50. By now Tiberius’ body and strength were failing him, though not yet his dissimulation. His inflexible will was unaltered; and, firmly controlling his conversation and looks, he would sometimes try to conceal his evident decline with contrived affability. After numerous changes of residence,* he finally settled in a villa which Lucius Lucullus had once owned, on the promontory of Misenum. There the fact that he was nearing the end was discovered in the following manner.
There was a doctor called Charicles who was well known for his skill and who, while not regularly employed in treating the emperor’s illnesses, made himself available to him for consultation.
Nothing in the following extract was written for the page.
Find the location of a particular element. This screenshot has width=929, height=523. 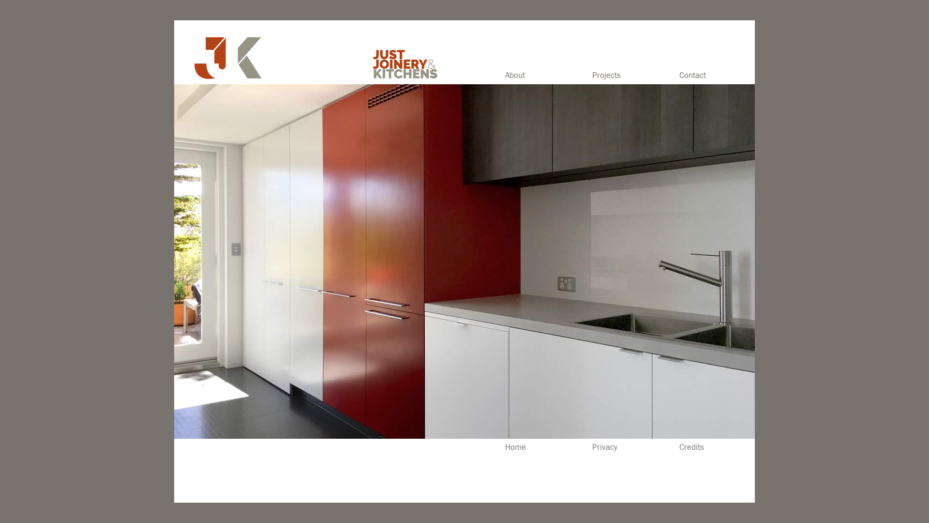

When Charicles was leaving, ostensibly to conduct some private business, he grasped Tiberius’ hand as a mark of respect and felt his pulse, though he did not fool him in doing so. For Tiberius, possibly offended and so concealing his anger all the more, ordered the banquet to be renewed and reclined at the table longer than he usually did, as if to honour his departing friend. Charicles even so assured Macro that Tiberius’ breathing was failing and that he would last no more than two days. All arrangements were then accelerated, with discussions held amongst those present, and messages sent to legates and armies. On 16 March his breathing failed, and he was thought to have ended his mortal existence; and, surrounded by a large crowd of well-wishers, Gaius Caesar was going out to initiate his reign when, suddenly, word came that Tiberius’ voice and vision were returning and that people were being called on to bring food to revive him after his fainting spell. At this there was total panic, and all fled in various directions, everyone feigning grief or ignorance—all but Gaius. Frozen in silence, he was now, after the highest hopes, anticipating the worst. Undaunted, Macro gave orders for the old man to be smothered by piling bedclothes on him,* and for people to leave the doorway. Thus, in the seventy-eighth* year of his life, Tiberius met his end.
51. His father was Nero, and on both sides he was descended from the Claudian house, although his mother, by various adoptions, passed into the Livian and then the Julian family. From earliest infancy he experienced the vicissitudes of fortune. His father was proscribed, and he went with him into exile. When he entered Augustus’ house as a stepson, he faced competition from numerous rivals during the entire time that Marcellus and Agrippa, and then Gaius and Lucius Caesar, were figures of importance. Even his brother Drusus enjoyed greater popularity with the citizens. But he was on a particularly slippery path when he married Julia, and put up with, or avoided, his wife’s promiscuity. Then, on his return from Rhodes, he occupied for twelve years the emperor’s house that was now without heirs, and subsequently took control of the Roman empire for almost twenty-three years.
His character also saw different phases. The period he spent as a private citizen, or holding various commands under Augustus, was, both for his life and his reputation, a noble one. The interval while Germanicus and Drusus remained alive was one of secrecy and hypocrisy as he affected virtue. While his mother still lived he was a mixture of good and bad. He was atrocious in his brutality, but his lechery was kept hidden while he loved, or feared, Sejanus. In the end, he erupted into an orgy of crime and ignominy alike, when, with all shame and fear removed, he simply followed his own inclinations.